Karatajus Vladas
Vladas Karatajus was born on July 28, 1925 in Vilkaviškis. In 1946, he entered the Art Institute and a few years later entered the Figural Composition and Portrait Studio led by Professor Vytautas Mackevičius. In 1952, he graduated from the institute and was invited to teach. In 1965, Vladas Karatajus was awarded the title of associate professor, later he became a professor, and since 1968, he has headed the Department of Painting. Vladas Karatajus has held over 20 personal and group exhibitions in Lithuania and 3 joint exhibitions in foreign countries.
Paintings
The creative path of Vladas Karatajus is alien to the pursuit of showiness, fashion and innovations, superficiality and formality. The artist was well aware of the importance of searches and discoveries, experiments, and he tried more and more persistently to penetrate reality, to understand its essence and to express its depths with the most suggestive means of painting. Vladas Karatajus studied the work of classical art and Lithuanian painting masters, drew from their wisdom, followed the changes in artistic life, analyzed them and compared them with his own creative experience, thus laying the foundations for a unique creative path. He received his first art lessons from Petras Tarabilda, Ignas Piščikas, while studying from Vytautas Mackevičius he adopted compositional thinking and a clear structure of the painting, from Antanas Gudaitis – the principles of colorism, based on plein air, valor and decorativeness, and the traditions of Lithuanian portraiture – from Justinas Vienožinskis, Vladas Didžiokas, and studied from Algirdas Petrulis.
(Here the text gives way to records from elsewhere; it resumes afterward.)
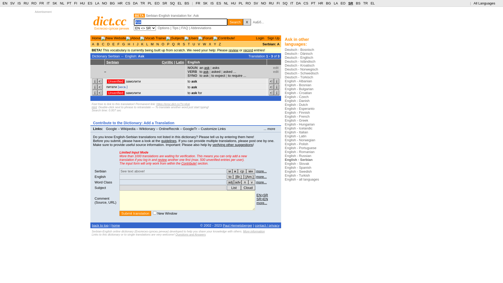 The image size is (503, 283). Describe the element at coordinates (298, 85) in the screenshot. I see `English - Bosnian` at that location.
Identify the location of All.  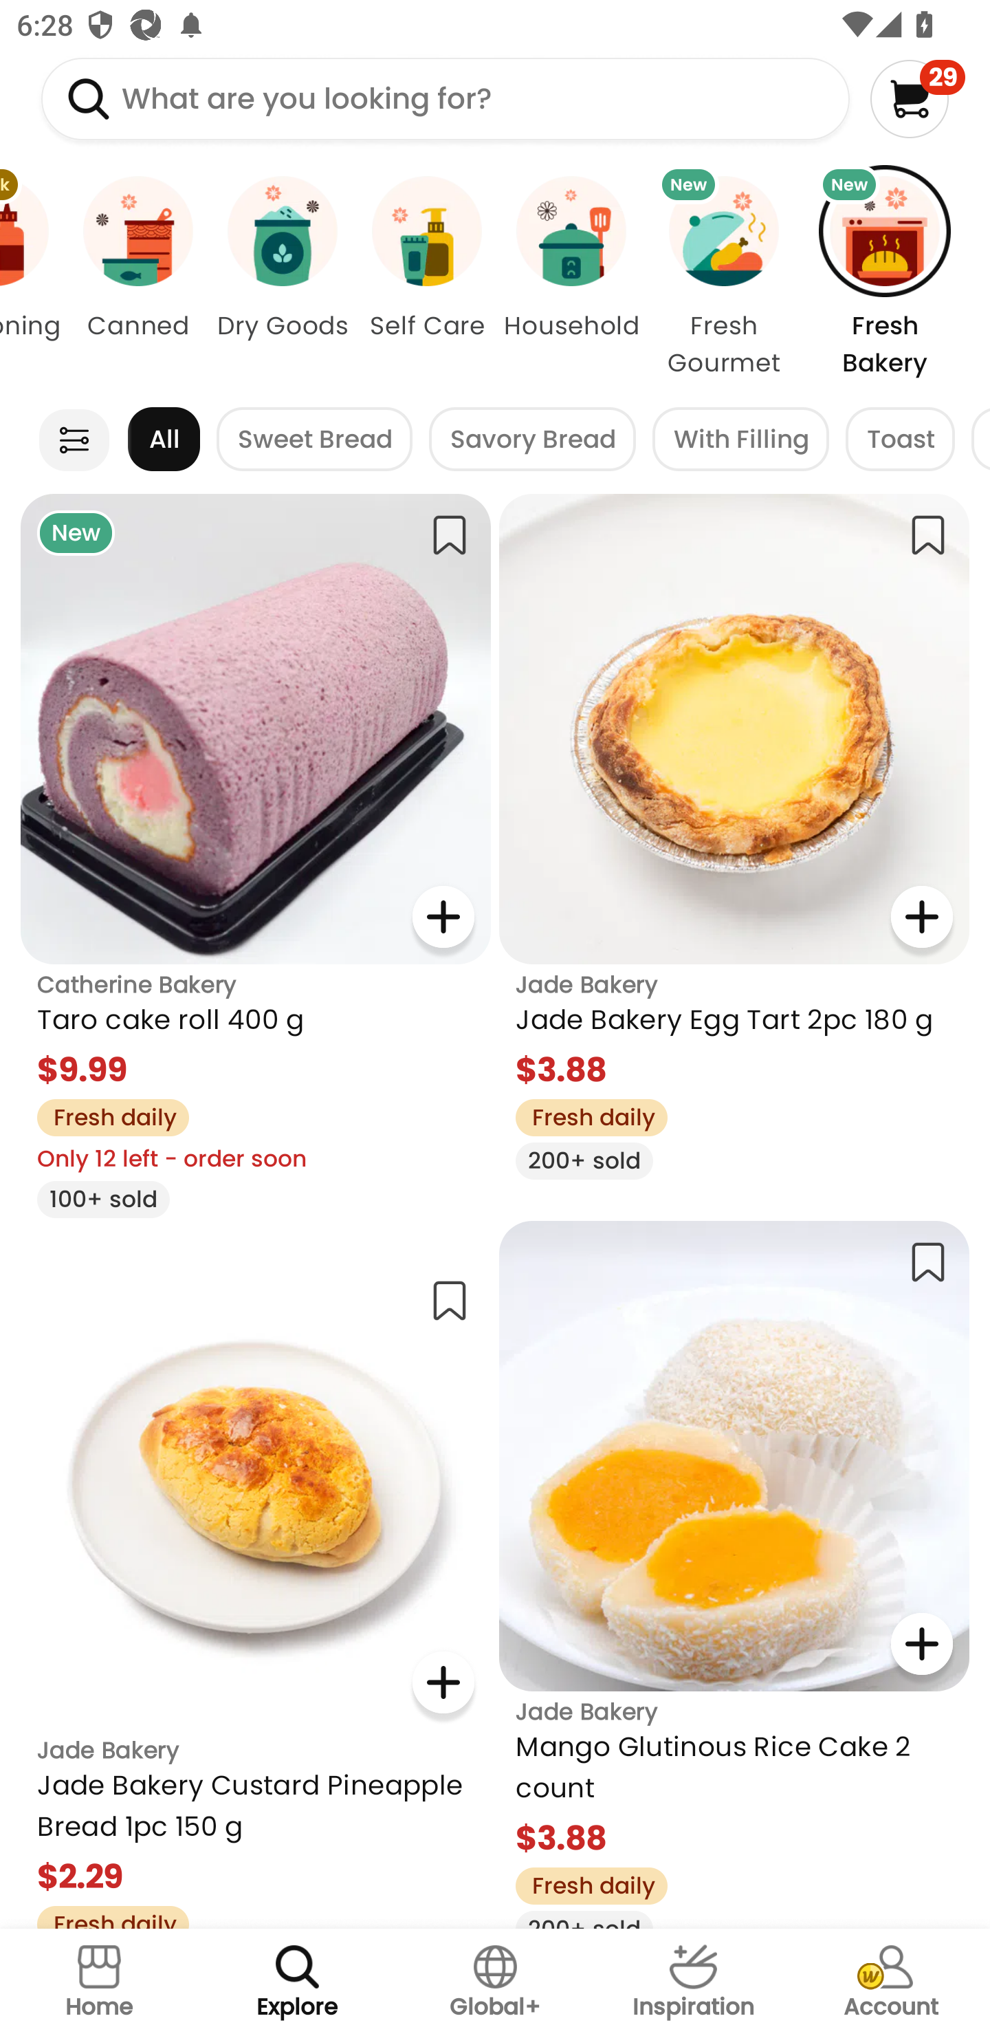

Vladas Karatajus was interested in the canvases of Vincent Van Gogh, Henri Matisse, Paul Cezanne, and drew creative inspiration from painting plein airs in Yugoslavia (1977) and Central Asia (1983). Vladas Karatajus is a colorist who believes in the limitless possibilities of color. A subtle sense of color, the ability to use its expressiveness and decorative possibilities in portraits, landscapes, and still lifes, combined with a subtle sense of compositional harmony and the structure of the picture. Portraiture, naturalness, coloristics, and compositional harmony are the four main categories that characterize the artist’s work. Painting itself is important in the artist’s work – a constant striving for the highest possible professionalism, an insistent need to reveal the secrets of painting.
Vladas Karatajus is a representative of the Lithuanian school of painting with deep historical roots, developing the traditions of realistic portraiture. It is the portrait genre, which revealed the boundless possibilities of cognition of reality, that uniquely marked the entire path of the artist’s creativity. Nature and its beauty are one of the main sources of inspiration and creative renewal for the artist, an object of attraction, therefore landscapes and still lifes occupy an important place in the work of Vladas Karatajus. The principles of realism are applied in them, but the pursuit of nature never led the artist to pure naturalism. Many of V. Karatajus’ landscapes and still lifes are not alien to the impressionistic perception of the world, the fixation of a moment. The artist’s landscape is close in concept to the portrait: for each object, the artist seeks an individualized characteristic, creating a unique image of a house, city or street. Vladas Karatajus is always faithful to nature, man and himself. Over more than five decades of creativity, the artist has not lost interest in the inexhaustible inner world of man and the boundless possibilities of artistic cognition. He is one of the most famous Lithuanian painters of the 20th century, who sought the meaning of his work in the genres of portrait, landscape and still life.
He died on April 19, 2014 in Vilnius.